Faithful readers of this blog will recall the fun we had some while back with what logicians call The Fallacy of Composition. I invoked it to explain why education is not the solution to the growing and disastrous income inequality in the United States, and then several readers spent a good deal of time and effort correcting my errors in the explanation of the Fallacy [although they graciously conceded that the thrust of my argument was undiminished by those errors.] Now, as Marinus notes, no less a notable than Paul Krugman has worked his way around to the same conclusion, although not, as it happens, for the same reason. [See his column in the NYTIMES today.]
Krugman points out that many of the relatively well-paid jobs now held by college graduates are either (a) replaceable by automated computerized systems or (b) easily outsourced to comparably well-educated but much cheaper workers located elsewhere in the world. [My favorite example, which he does not cite, is the outsourcing to India of the task of reading MRI and XRay results, with no noticeable delay whatsoever. I find it genuinely weird that a technician in Chapel Hill can perform an MIRI scan on my sinuses -- say -- and a little later receive back from Mumbai or wherever the report that I seem to have a blocked sinus over my right eye.]

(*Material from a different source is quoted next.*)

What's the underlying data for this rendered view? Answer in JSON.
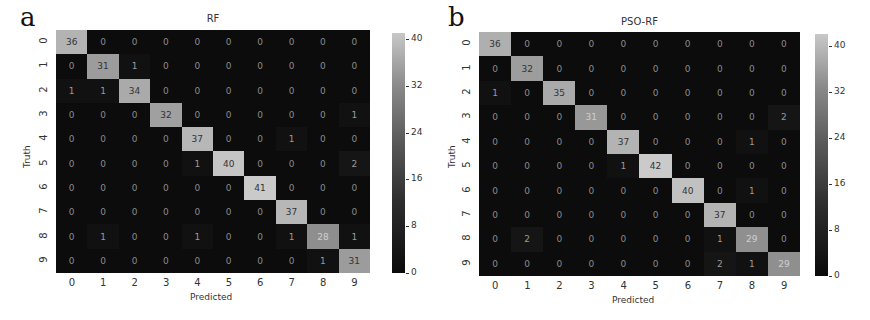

Krugman then goes on, I am delighted to say, to draw the correct conclusion, which is that if we want to improve the wages and living conditions of American workingmen and women, we need to do it from the bottom up by labor solidarity and collective bargaining. Here is the money quote, as they say in the trendier blogs:
"So if we want a society of broadly shared prosperity, education isn’t the answer — we’ll have to go about building that society directly. We need to restore the bargaining power that labor has lost over the last 30 years, so that ordinary workers as well as superstars have the power to bargain for good wages. We need to guarantee the essentials, above all health care, to every citizen."
Right on! I take this to be a bit of fallout from the demonstrations now taking place in Madison, Wisconsin and elsewhere across the American MidWest. Do I sense something blowin' in the wind?
For the same reasons just covered here, we can't plan for full employment. Collective bargaining is a right but these collectives will have to negotiate in light of globalization and digitalization.
ReplyDeleteI think about the fifty kids in my high school who trained in architectural drawing for a couple of hours each day. They were playing by the rules and putting in the work. Of course, none of them are employed as drafters anymore.
Full employment requires making no mistakes like this.
The real answer is a guaranteed income for all, independent of employment. Such independence for all would surely have a radical impact all its own.
The idea of a guaranteed income, replacing our current welfare systems has actually been bandied about here in Canada a bit. But with the Tories in power federally, nothing has come of it, yet. I'm hoping that one day something does come of this idea.
ReplyDeleteI was just at a conference in New York on BIG which had a large Canadian presence. They have gotten good press recently.